There was no yearbook for this class, and the Reserve Record was still two years away from
starting, but the Class of 1923 left a nice legacy of success to the school. There were 23 graduates in the Class of 1923. Mr Homer O. Sluss was Head of School, and Harlan N. Wood of the Class of 1888, was Associate Head. There were just ten faculty members, which included a Congregational minister who taught English Bible and a teacher who was in charge of the Agriculture program which sent students to work at the 400-acre Evamere Farm. Marian Bingham was Librarian for the “splendidly equipped library” on the ground floor of the Chapel that was planned to hold 8,000 volumes. Most of the students in the Class of 1923 and the other early classes were from Hudson or elsewhere in Ohio, although one of the former members of this class was Ada K. Yang of Senju, Korea, whose parents lived in Hawaii. One of the young women from 1923 was Helen Spreng who had come from Lebanon in southern Ohio. She went on to Simmons College in Boston where she earned a B.S., returned to Hudson to marry Homer Benhoff of the Class of 1924, then worked as Librarian at Glenville High and John Marshall High, both in Cleveland. She then earned a master’s from Columbia by attending several summers of classes. She then worked for the Cleveland Public Library until the 1950’s. A son, Edward Benhoff, is a graduate from 1953, thirty years after his parents.
David Rockwell Hinman, Class of 1923, was the nephew of the well-regarded Judge David Ladd Rockwell, who had graduated from WRA some years before. The Judge sponsored his nephew’s attendance at the school and also paid for his trip to Europe with faculty member James C. Sloane, who taught French and Spanish. David Hinman then attended both The Ohio State University and Kent State University. He married Lois Billiter of the Class of 1924 who also earned her degree at Kent State and taught in the Akron and Streetsboro schools. The Hinmans were parents of two daughters and lived in Peninsula for many years.

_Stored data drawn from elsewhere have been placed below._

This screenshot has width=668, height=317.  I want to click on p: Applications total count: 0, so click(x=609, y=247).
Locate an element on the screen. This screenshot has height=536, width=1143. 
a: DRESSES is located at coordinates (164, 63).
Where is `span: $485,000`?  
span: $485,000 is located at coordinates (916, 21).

Harriet Bell Lowman was a member of a distinguished Hudson family that had strong ties to WRA. She went to Wheaton College in Massachusetts, finished her degree at Lake Erie College, then earned a library degree at Western Reserve University. She later married Newell Hamilton, and died at age 60 in 1965. Her sister, Eleanor, and brother John, were also students at WRA. Their father, John S. Lowman, was Vice-President of one of the Akron rubber companies.

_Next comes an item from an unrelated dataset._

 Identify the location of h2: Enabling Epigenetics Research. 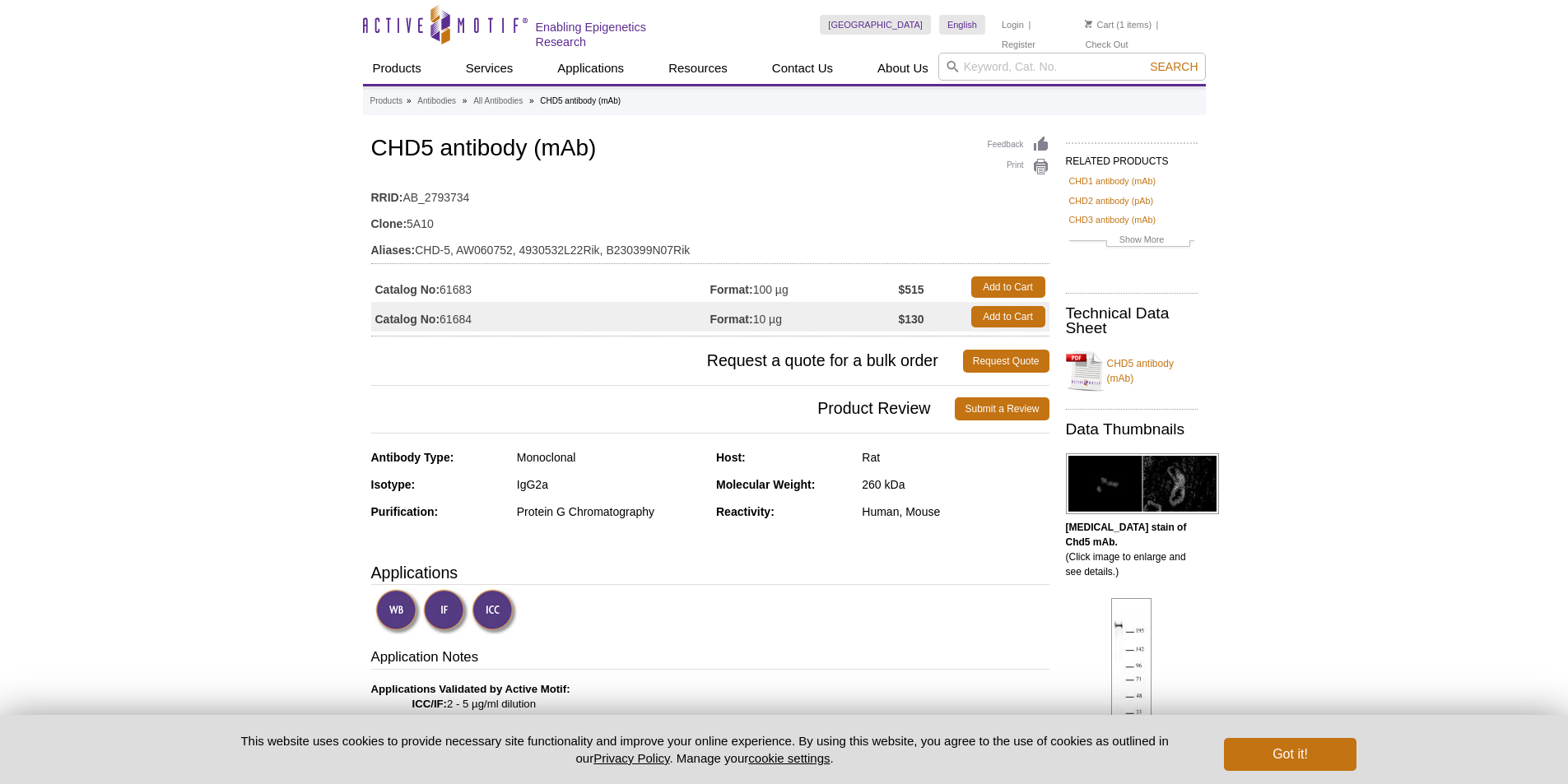
(617, 35).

Finally, there is August G. Peterka, winner of the Robinson Prize in 1923, who earned his degree at Kent State where he was President of his junior class and Captain of the KSU football team. He then went on to Columbia University in New York where he earned a master’s in physical education. He taught and coached in Minerva and Dover before becoming Head basketball coach at Kent State. Starting in 1935 he worked as Head of Recreational activities for the WPA, directing them in 20 counties of central Ohio from an office in Columbus. He contracted “rabbit fever” in 1940, and because of numerous blood transfusions, was forced to resign this position. He and his wife later moved to Euclid where he ended his professional career as a labor expert at Parker Hannifin. There may not have been any unusually successful alumni from the group that graduated a century ago, but they charted a direction for the students who came later.